--- TASK GOAL ---
The answer must be the lines from the one that holds "What do you see at coordinates (529, 1174)" through the final line of the data, copied exactly, with no pictures.

--- WORKING DATA ---
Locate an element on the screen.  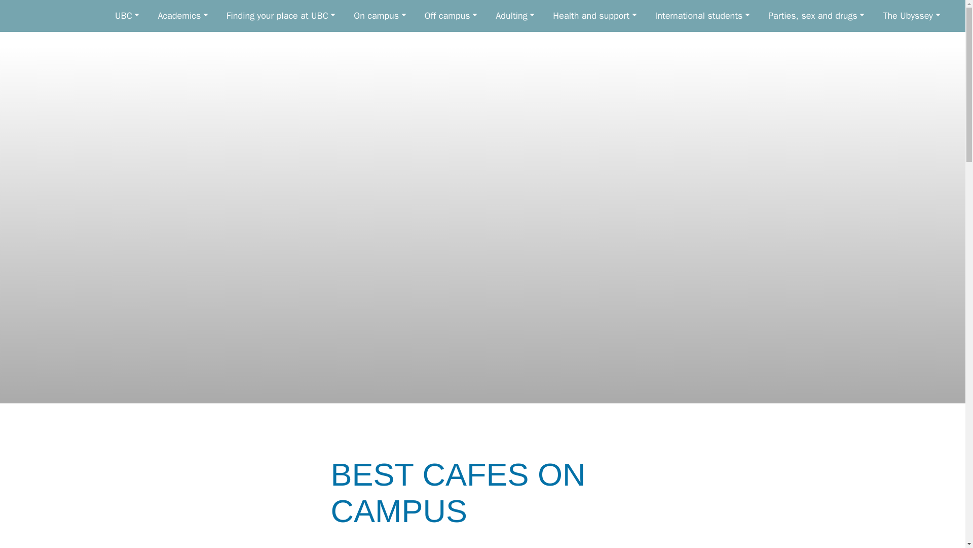
2022 Landing Page is located at coordinates (49, 16).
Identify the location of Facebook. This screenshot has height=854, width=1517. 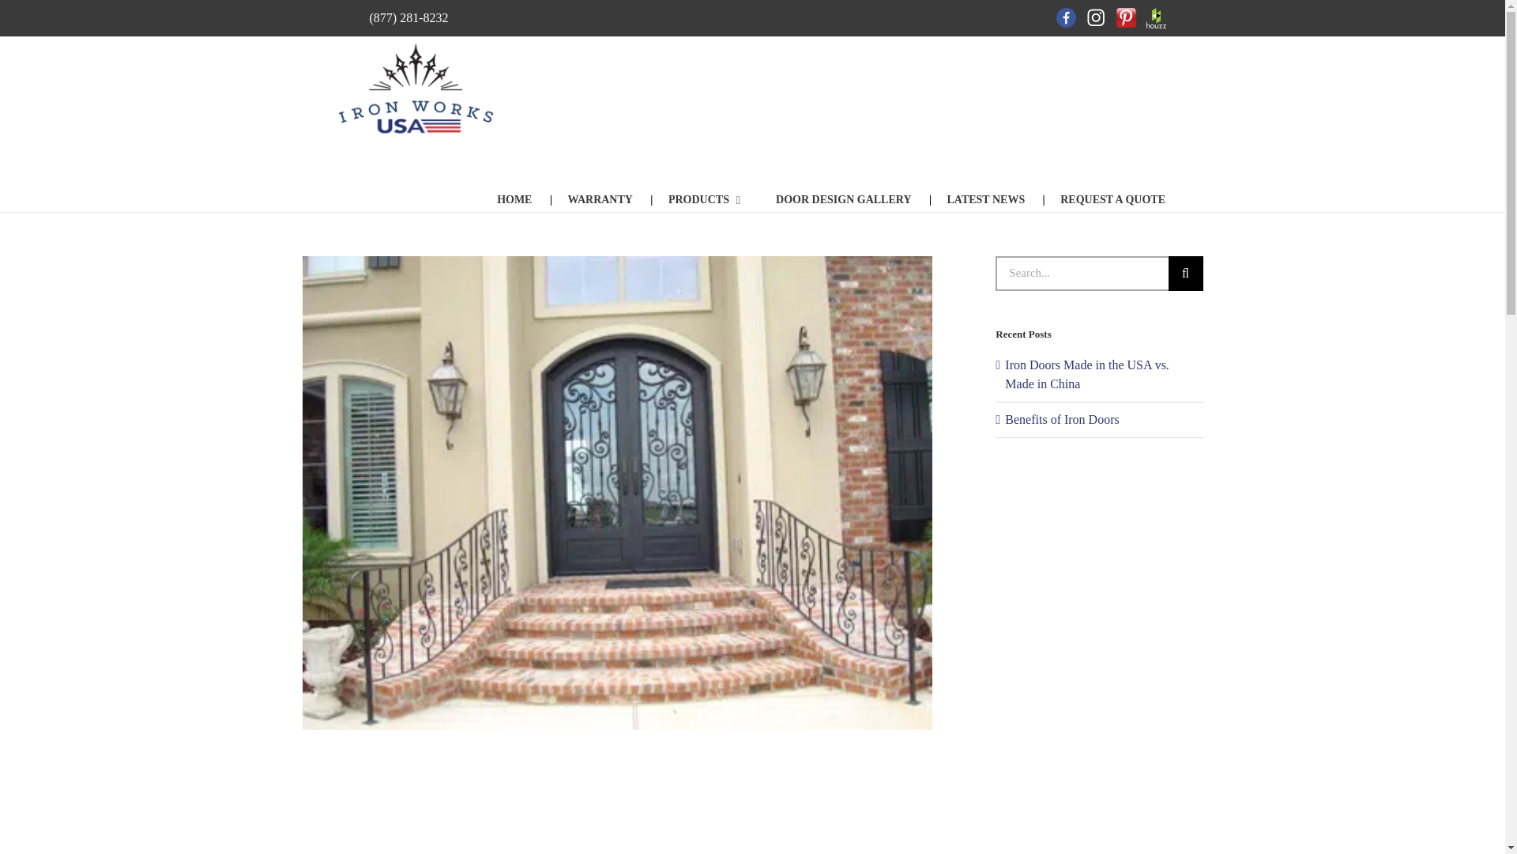
(1066, 17).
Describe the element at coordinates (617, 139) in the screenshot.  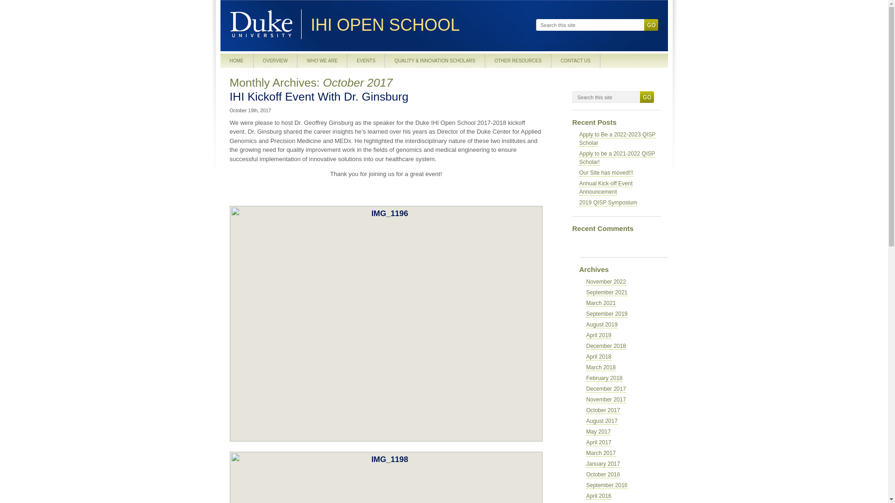
I see `Apply to Be a 2022-2023 QISP Scholar` at that location.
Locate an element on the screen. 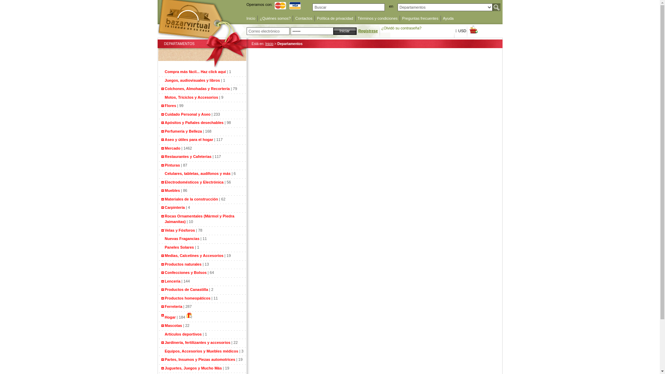 The height and width of the screenshot is (374, 665). Bazar Virtual - Compra DTodo desde tu hogar is located at coordinates (202, 35).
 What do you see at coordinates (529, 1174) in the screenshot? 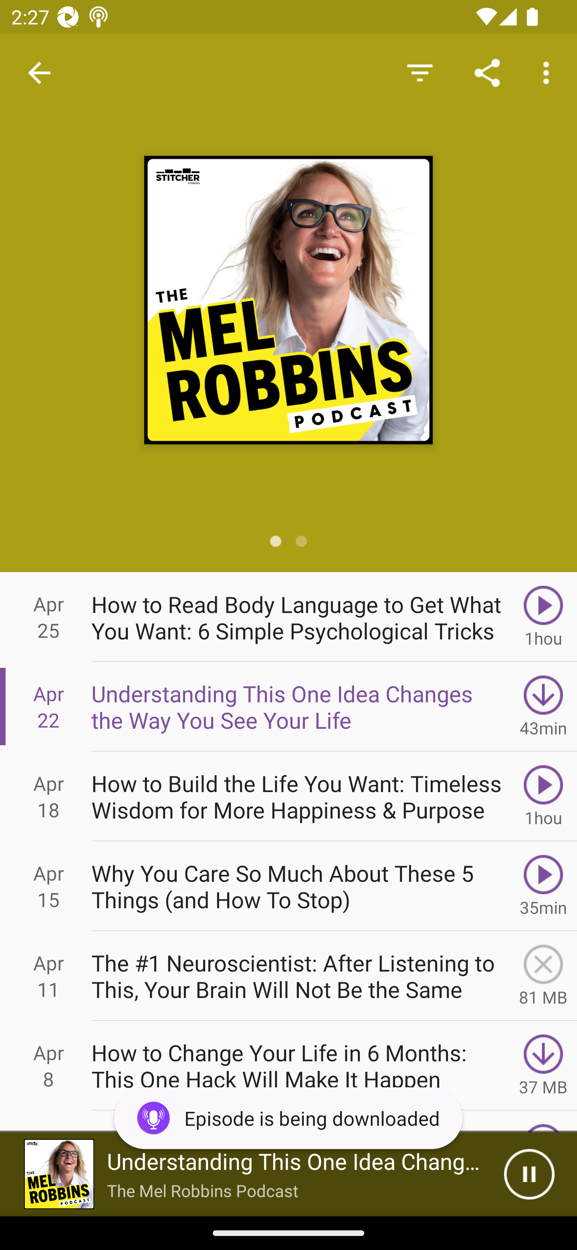
I see `Pause` at bounding box center [529, 1174].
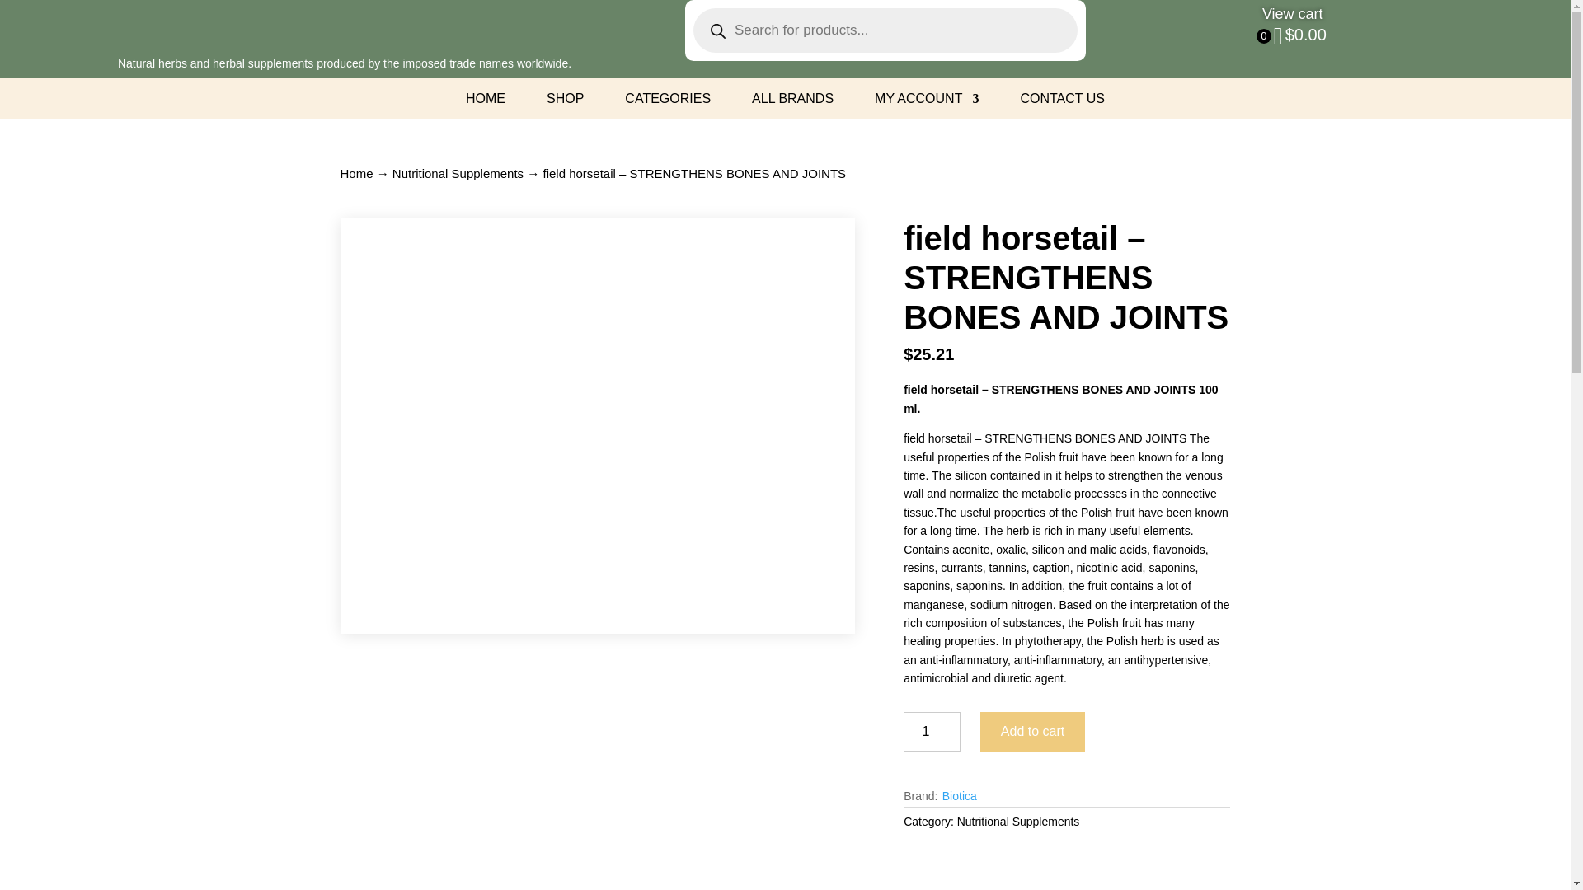  What do you see at coordinates (1018, 822) in the screenshot?
I see `Nutritional Supplements` at bounding box center [1018, 822].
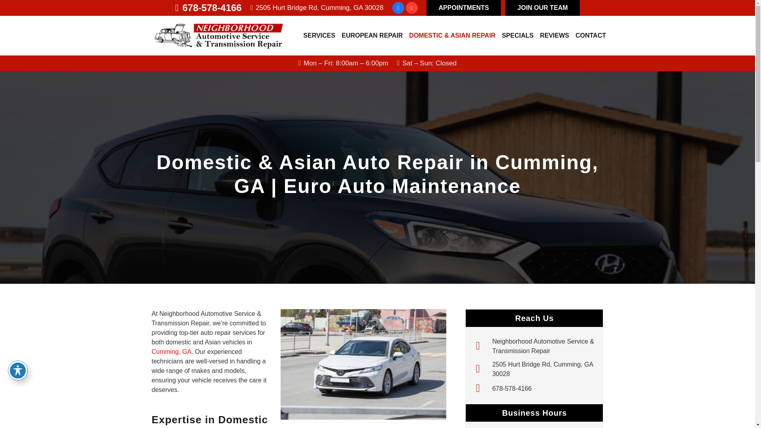 This screenshot has width=761, height=428. I want to click on Home, so click(481, 346).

--- EXERCISE ANSWER ---
 What do you see at coordinates (529, 1174) in the screenshot? 
I see `Pause` at bounding box center [529, 1174].
  What do you see at coordinates (1018, 822) in the screenshot?
I see `Nutritional Supplements` at bounding box center [1018, 822].
 This screenshot has width=761, height=428. I want to click on Home, so click(481, 346).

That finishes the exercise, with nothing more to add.